When comparing Ruby on Rails vs Grails, the Slant community recommends Ruby on Rails for most people. In the question“What are the best web frameworks to create a web REST API?” Ruby on Rails is ranked 11th while Grails is ranked 28th. The most important reason people chose Ruby on Rails is:
The sheer scale and massive number of developers using Rails has produced a large number of guides, tutorials, plugins, documentation, videos and anything that can help new and old Rails developers.
Specs
Ranked in these QuestionsQuestion Ranking
Pros
Pro Massive community with lots of tutorials and guides
The sheer scale and massive number of developers using Rails has produced a large number of guides, tutorials, plugins, documentation, videos and anything that can help new and old Rails developers.
Pro Many plugins (gems) available
There are many third-party plugins (Ruby gems) available for Rails development. The larger ones and those that have a lot of downloads and users are very well documented and easy to use.
Pro Ruby is a nice readable language
Ruby has a very clean syntax that makes code easier to both read and write than more traditional Object Oriented languages, such as Java. For beginning programmers, this means the focus is on the meaning of the program, where it should be, rather than trying to figure out the meaning of obscure characters.
presidents = ["Ford", "Carter", "Reagan", "Bush1", "Clinton", "Bush2"]
for ss in 0...presidents.length
print ss, ": ", presidents[presidents.length - ss - 1], "\n";
end
Pro Good conventions
MVC is a great starting point, and perfect for APIs.

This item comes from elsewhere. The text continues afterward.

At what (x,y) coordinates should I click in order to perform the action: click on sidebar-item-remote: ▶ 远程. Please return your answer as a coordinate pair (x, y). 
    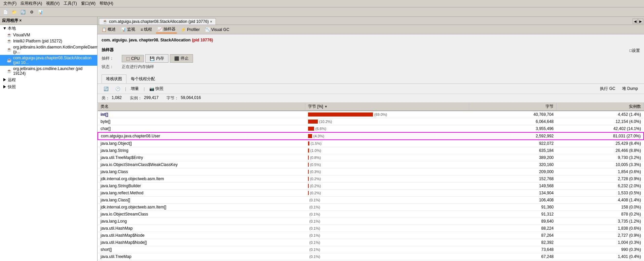
    Looking at the image, I should click on (48, 80).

You'll rarely if ever have to wonder "where should I put this code?"
Pro Small projects are very easy and it's possible to finish one in very little time
The large number of documentation, tutorials, videos and guides which help new developers who are just starting with Rails make it seem very easy to create a small and simple application by relying on code generation and components that come out of the box with Rails.
Pro Cool language
Pro Supported on every major cloud or VPS hosting service
Rails is supported on every major Cloud hosting service nowadays. There are also countless tutorials that help developers deploy their Rails apps if there are any problems on the way.
Pro Meta-programming capabilities
Pro Grails is highly scalable
Grails is an abstraction over Spring and Hibernate. This makes Grails applications fast and scalable. This is because both Spring and Hibernate are themselves scalable.
Pro More than 900 plugins
Grails is a full-stack web framework, not just MVC. It contains a lot of stuff out of the box, but it doesn’t enforce it. It contains over 900 plugins which provide a Groovy API for a lot of useful and well-known Java libraries. And what is more important is that they are super easy to install!
Pro Very fast setup and scaffolding
Setting up a new project is quite fast and code generation (scaffolding) saves you a lot of time. It also uses a convention over configuration principle which helps you bypass all the configuration trouble.
Grails also comes with a reloading mechanism out of the box.
Pro Easy to use
Grails is designed to be a rapid development framework with a straight learning curve. It advocates convention over configuration. Extensibility is very simple when using plugins (there is a lot of them). One command in the console – and all the dependencies and configurations are managed for you.
Pro Great UI design alternatives
Do you need something advanced in the UI? You can either create it in GSP with an addon of CSS/JavaScript or you can find a plugin that will do the work for you. Plugins include integration with Bootstrap, jQuery, Yeoman and much more.
Pro Great documentation and community
The Documentation section is actually a wiki, which can be modified by any logged in user. It has an official manual, tutorials, screencasts, a sample app and much more. If that does not do it for you, then there are countless third-party tutorials, more than 12k questions on SO and much much more
Cons
Con Learning curve seems low at first, but starts becoming steeper
Rails' simplicity is deceptive. It's learning curve is really low at first, and the huge number of tutorials and guides out there for starting with Rails make it even easier. But it starts getting harder and harder as apps become more complicated. If good code conventions and OO design are not followed, then the codebase will be all over the place and it becomes impossible to maintain it.
Con Too much magic
So much behavior is implemented with dynamic behind-the-scenes changes to existing classes that obscure bugs are way too common. Conflicting interactions between multiple plugins that both try to change the same objects are a particularly pernicious example.
Con Too much convention
Con Not a very popular language outside of web development
Con Bad performance
Among the slowest frameworks. If you want to scale, you will have to migrate to another land.
Con Grails is a fairly complex framework
Grails is a pretty heavy piece of software. It's functionality is covered by GORM (Grails' Object Relational Mapping) which is a facade for hybernate and by Spring MVC.
Everything is glued by core Spring and furthermore, Grails adds another level of abstraction on top of all this. These things may create some trouble down the road when debugging.
Con Too obtuse and JVM centric
If you're a big fan of the JVM and have mastered all its goofy quirks, Grails might be a good choice, but there are other frameworks out there that are more straightforward and easier to use.